Now you can blame your fridge for getting you hacked


Now you can blame your fridge for getting you hacked

The Internet of Things — or the Internet of Shit, depending on how you view it — was supposed to bring us smarter devices to improve life, but as it turns out they may be the reason you wind up getting hacked.

At the annual DEFCON black hat event in Las Vegas, researchers at Pen Test Partners worked to attack a Samsung smart refrigerator and find vulnerabilities.

The fridge in question was a 2015 Samsung RF28HMELBSR smart fridge, which features a display on the door for showing calendar appointments and leaving notes among other “useful” features.

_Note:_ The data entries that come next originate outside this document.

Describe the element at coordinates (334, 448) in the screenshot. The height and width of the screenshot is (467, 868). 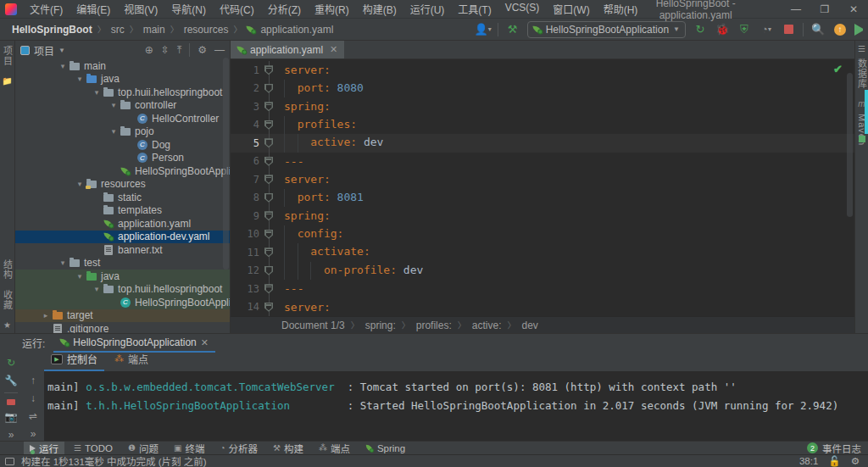
I see `tool-window-button-端点: ⁂端点` at that location.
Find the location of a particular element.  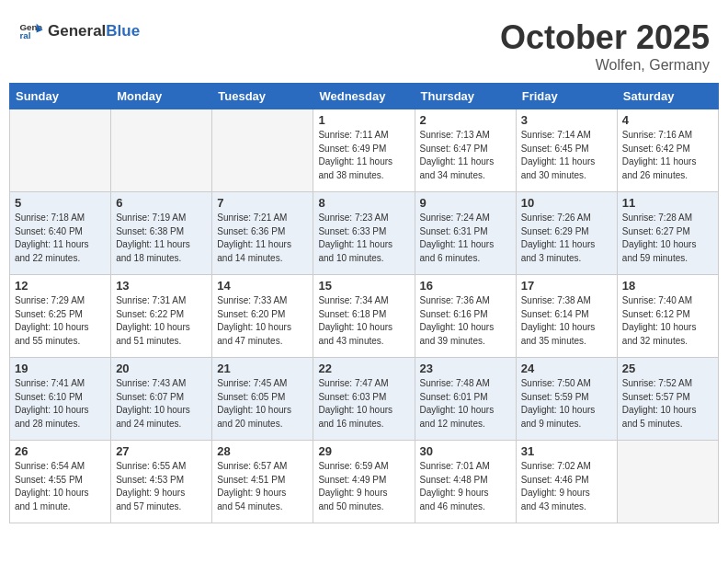

day-info: Sunrise: 7:18 AM Sunset: 6:40 PM Dayligh… is located at coordinates (61, 238).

The security flaw the firm found was a big one: the fridge can be forced to leak secure communications stolen with relative ease.

Writing in a post on the Pen Test Partners blogthe team said the fridge implements SSL, but fails to verify if security certificates are valid or not.

That means attackers can use a man-in-the-middle (MITM) attack to steal data, such as passwords and session tokens from the fridge. And because it integrates with Google Calendar, the team says it’d be trivial to expose a user’s Gmail credentials… by attacking a fridge.

Perhaps that’s why Apple is spending a lot of time securing HomeKit before it’s made widely available.

At least when someone asks how your accounts got hacked in the future, you’ll be able to tell them it’s your refrigerator’s fault, not yours.